Following her suicide, Stewart’s character encounters a woman who bears a striking resemblance to his late wife. To describe the plot any further would be unfair to those who have not had the pleasure of seeing one of Hitchcock’s great films, a master’s masterpiece.

Unfortunately, the third film, Bonnie and Clyde, did not air in time to be included in this week’s paper.

These films are works that contribute to the study of the cultural mainstay that is the blonde. According to Catharina Manchanda, Ph.D., who curated the “Beauty and the Blonde” exhibit and wrote literature accompanying the exhibit, the blonde emerged as a titan of pop culture in the 1950s. Before this period, blonde hair, especially dyed-blonde hair, was the domain of actresses, vaudeville and burlesque stars.

Manchanda said that the blonde was associated with a “frank sexuality.” She writes that Monroe’s rise to fame did not domesticate the blonde as much as it “made a sexual rendering of the blonde acceptable.”

Interestingly, in the times of the Roman empire, blonde wigs were the mark of a prostitute, but eventually became a trend among the wealthy.

The works of art in “Beauty and the Blonde” are reactions to this sexualization by artists. The appearance of commercially available blonde hair dye allowed more women to embrace their inner blonde. By the ’60s, artists understood that “hair dye [was] artifice embraced by the mainstream . It became something else,” said Manchanda.

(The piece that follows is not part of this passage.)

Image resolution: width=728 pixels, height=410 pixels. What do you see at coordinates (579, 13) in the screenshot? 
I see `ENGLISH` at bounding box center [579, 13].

It became two stereotypes: on one hand, there was the Monroe-like blonde vixen; on the other, the domestic beauty and the idealized wife and mother featured in advertisements for kitchen appliances and the like.

While many artists with pieces in the exhibit are well-known-there is an Andy Warhol film as well as a comic strip from Roy Lichtenstein-there are many artists outside of pop culture who have insightful critiques of the field. In the ’70s, Lynn Hershman Leeson, who was also featured, adopted a blonde alter-ego, Roberta Breitmore, who had her own apartment and driver’s license, went on dates and attended therapy sessions. Her attempt to deconstruct the blonde identity by seeing how the other half lives is intriguing and a highlight of the collection.

The best way to understand this area of art is to visit the Mildred Lane Kemper Art Museum (One Bookings Drive, St. Louis, MO 63130) and see the exhibit itself while it is on display until Jan. 28. Entrance to the exhibit is free, and more information can be found on the museum’s website, kemperartmuseum.wustl.edu.